Perhaps I should say a word here as to the way in which I came to make a baby biography, for I am often asked how one should go to work at it. It was not done in my case for any scientific purpose, for I did not feel competent to make observations of scientific value. But I had for years desired an opportunity to see the wonderful unfolding of human powers out of the limp helplessness of the new-born baby; to watch this fascinating drama of evolution daily, minutely, and with an effort to understand it as far as I could, for my own pleasure and information. I scarcely know whence the suggestion had come; probably almost by inheritance, for my mother and grandmother had both been in somewhat notable degree observers of the development of babies’ minds. But, unlike them, I had the notebook habit from college and editorial days, and jotted things down as I watched, till quite unexpectedly I found myself in possession of a large mass of data.

A few days after my own notes began I obtained Professor Preyer’s record, and without it I should have found the earliest weeks quite unintelligible. For some months my notes were largely memoranda of the likenesses and differences between my niece’s development and that of Preyer’s boy, and I still think this is the best way for a new observer to get started. As time went on, I departed more and more from the lines of Preyer’s observations, and after the first year was little influenced by them. Later, I devoted a good deal of study to the notes, and tried to analyze their scientific results.

There is one question that I have been asked a hundred times about baby biography: “Doesn’t it do the children some harm? Doesn’t it make them nervous? Doesn’t it make them self-conscious?” At first this seemed to me an odd misapprehension—as if people supposed observing children meant doing something to them. But I have no doubt it could be so foolishly managed as to harm the child. There are thousands of parents who tell anecdotes about children before their faces every day in the year, and if such a parent turns child student it is hard to say what he may not do in the way of dissecting a child’s mind openly, questioning the little one about himself, and experimenting with his thoughts and feelings. But such observing is as worthless scientifically as it is bad for the child: the whole value of an observation is gone as soon as the phenomena observed lose simplicity and spontaneity. It should be unnecessary to say that no competent observer tampers with the child in any way. If Professor Preyer, observing the baby as he first grasps at objects, notes down the way in which he misdirects his inexpert little hands; if Mrs.

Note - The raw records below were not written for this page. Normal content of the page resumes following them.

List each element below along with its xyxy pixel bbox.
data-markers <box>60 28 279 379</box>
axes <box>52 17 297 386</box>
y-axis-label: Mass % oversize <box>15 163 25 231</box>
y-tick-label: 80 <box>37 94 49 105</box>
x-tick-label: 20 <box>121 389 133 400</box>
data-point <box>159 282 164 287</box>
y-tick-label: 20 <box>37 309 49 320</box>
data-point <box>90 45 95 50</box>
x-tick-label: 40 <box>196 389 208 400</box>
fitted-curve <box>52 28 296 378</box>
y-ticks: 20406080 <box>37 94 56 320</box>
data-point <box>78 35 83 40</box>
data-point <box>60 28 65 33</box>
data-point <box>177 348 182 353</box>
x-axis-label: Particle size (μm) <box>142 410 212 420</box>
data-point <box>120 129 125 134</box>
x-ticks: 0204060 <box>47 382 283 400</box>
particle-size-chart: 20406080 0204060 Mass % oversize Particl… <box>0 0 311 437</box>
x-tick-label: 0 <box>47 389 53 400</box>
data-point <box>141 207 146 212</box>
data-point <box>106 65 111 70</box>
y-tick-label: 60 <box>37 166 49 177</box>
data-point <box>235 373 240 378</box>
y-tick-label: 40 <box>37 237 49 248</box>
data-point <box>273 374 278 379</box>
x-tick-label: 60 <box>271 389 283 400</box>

Barus keeps record of her boy’s favorite playthings; if I sit by the window and catch with my pencil my niece’s prattle as she plays about below—and if these babies afterward turn out spoiled, the mischief must be credited to some other agency than the silent notebook.

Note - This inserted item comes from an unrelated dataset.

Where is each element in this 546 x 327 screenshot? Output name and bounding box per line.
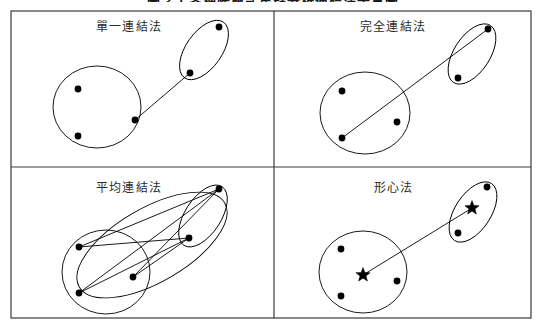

Even direct experimenting on a child is not so bad as it sounds. When you show a baby his father’s photograph to see if he recognizes it, you are experimenting on him. The only difference between the child student’s experimenting and that which all the members of the family are doing all day with the baby, is that the student knows better what he is trying to find out, and that he writes it down.

Probably women are more skillful than men in quietly following the course of the child’s mind, even leading him to reveal himself without at all meddling with him or marring his simplicity. It has been so in a marked degree in the cases I have seen. But no one who has good judgment will allow himself to spoil both the child and his own observation; and any one who has not good judgment will find plenty of ways to spoil a child more potent than observing him.

II
THE NEW-BORN BABY: STRUCTURE AND MOVEMENTS.